The tidings of the defeat of Edwin and Morcar compelled Harold to leave his position on the southern coast and move instantly against the Norwegians. By a remarkably rapid march he reached Yorkshire in four days, and took the Norse King and his confederates by surprise. Nevertheless, the battle which ensued, and which was fought near Stamford Bridge, was desperate, and was long doubtful. Unable to break the ranks of the Norwegian phalanx by force, Harold at length tempted them to quit their close order by a pretended flight. Then the English columns burst in among them, and a carnage ensued the extent of which may be judged of by the exhaustion and inactivity of Norway for a quarter of a century afterward. King Harald Hardrada and all the flower of his nobility perished on the 25th of September, 1066, at Stamford Bridge, a battle which was a Flodden to Norway.
Harold’s victory was splendid; but he had bought it dearly by the fall of many of his best officers and men, and still more dearly by the opportunity which Duke William had gained of effecting an unopposed landing on the Sussex coast. The whole of William’s shipping had assembled at the mouth of the Dive, a little river between the Seine and the Orne, as early as the middle of August. The army which he had collected amounted to fifty thousand knights and ten thousand soldiers of inferior degree. Many of the knights were mounted, but many must have served on foot, as it is hardly possible to believe that William could have found transports for the conveyance of fifty thousand war-horses across the Channel.
For a long time the winds were adverse, and the Duke employed the interval that passed before he could set sail in completing the organization in and improving the discipline of his army, which he seems to have brought into the same state of perfection as was seven centuries and a half afterward the boast of another army assembled on the same coast, and which Napoleon designed for a similar descent upon England.
It was not till the approach of the equinox that the wind veered from the northeast to the west, and gave the Normans an opportunity of quitting the weary shores of the Dive. They eagerly embarked and set sail, but the wind soon freshened to a gale, and drove them along the French coast to St. Valery, where the greater part of them found shelter; but many of their vessels were wrecked, and the whole coast of Normandy was strewn with the bodies of the drowned. William’s army began to grow discouraged and averse to the enterprise, which the very elements thus seemed to fight against; though, in reality, the northeast wind, which had cooped them so long at the mouth of the Dive, and the western gale, which had forced them into St. Valery, were the best possible friends to the invaders. They prevented the Normans from crossing the Channel until the Saxon King and his army of defense had been called away from the Sussex coast to encounter Harald Hardrada in Yorkshire; and also until a formidable English fleet, which by King Harold’s orders had been cruising in the Channel to intercept the Normans, had been obliged to disperse temporarily for the purpose of refitting and taking in fresh stores of provisions.
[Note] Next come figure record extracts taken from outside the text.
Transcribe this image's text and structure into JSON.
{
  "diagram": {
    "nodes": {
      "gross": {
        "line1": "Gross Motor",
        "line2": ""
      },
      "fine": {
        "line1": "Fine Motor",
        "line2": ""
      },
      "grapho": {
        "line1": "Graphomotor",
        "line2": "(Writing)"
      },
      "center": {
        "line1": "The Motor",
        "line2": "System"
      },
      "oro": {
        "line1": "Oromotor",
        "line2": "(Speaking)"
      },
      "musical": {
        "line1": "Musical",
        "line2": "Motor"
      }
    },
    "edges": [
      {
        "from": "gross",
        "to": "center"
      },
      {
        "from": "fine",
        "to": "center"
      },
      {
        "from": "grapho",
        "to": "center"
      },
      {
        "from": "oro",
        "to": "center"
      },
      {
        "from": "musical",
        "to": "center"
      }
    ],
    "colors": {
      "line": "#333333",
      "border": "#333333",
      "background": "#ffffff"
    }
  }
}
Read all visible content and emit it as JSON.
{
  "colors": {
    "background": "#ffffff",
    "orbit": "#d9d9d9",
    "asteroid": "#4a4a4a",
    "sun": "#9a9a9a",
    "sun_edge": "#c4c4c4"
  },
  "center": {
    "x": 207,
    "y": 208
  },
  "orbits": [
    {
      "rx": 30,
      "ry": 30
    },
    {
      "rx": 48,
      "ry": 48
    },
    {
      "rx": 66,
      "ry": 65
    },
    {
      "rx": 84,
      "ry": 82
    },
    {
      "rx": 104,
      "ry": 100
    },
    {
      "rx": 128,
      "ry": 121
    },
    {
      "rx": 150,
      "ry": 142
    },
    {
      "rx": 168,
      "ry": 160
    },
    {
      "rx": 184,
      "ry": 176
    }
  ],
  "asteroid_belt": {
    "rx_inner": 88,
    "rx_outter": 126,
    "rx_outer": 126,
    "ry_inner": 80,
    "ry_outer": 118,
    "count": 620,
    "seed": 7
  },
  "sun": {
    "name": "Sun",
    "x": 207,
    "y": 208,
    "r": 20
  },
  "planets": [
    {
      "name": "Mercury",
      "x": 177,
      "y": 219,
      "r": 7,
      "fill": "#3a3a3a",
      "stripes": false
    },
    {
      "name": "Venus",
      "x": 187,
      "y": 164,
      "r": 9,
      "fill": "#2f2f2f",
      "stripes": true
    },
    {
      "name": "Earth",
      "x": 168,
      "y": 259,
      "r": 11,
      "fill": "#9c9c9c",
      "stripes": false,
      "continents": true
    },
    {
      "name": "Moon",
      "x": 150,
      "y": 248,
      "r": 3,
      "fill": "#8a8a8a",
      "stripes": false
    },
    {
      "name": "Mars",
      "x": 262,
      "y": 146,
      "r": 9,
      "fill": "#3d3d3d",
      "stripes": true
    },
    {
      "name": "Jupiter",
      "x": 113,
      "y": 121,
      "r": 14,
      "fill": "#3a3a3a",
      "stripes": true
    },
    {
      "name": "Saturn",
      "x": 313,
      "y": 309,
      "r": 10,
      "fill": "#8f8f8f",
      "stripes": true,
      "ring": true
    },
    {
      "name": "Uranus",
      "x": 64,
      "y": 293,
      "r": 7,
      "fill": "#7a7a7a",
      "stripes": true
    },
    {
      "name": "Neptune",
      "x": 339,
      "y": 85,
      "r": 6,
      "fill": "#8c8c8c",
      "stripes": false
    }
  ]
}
Duke William used every expedient to reanimate the drooping spirits of his men at St. Valery; and at last he caused the body of the patron saint of the place to be exhumed and carried in solemn procession, while the whole assemblage of soldiers, mariners, and appurtenant priests implored the saint’s intercession for a change of wind. That very night the wind veered, and enabled the mediaeval Agamemnon to quit his Aulis.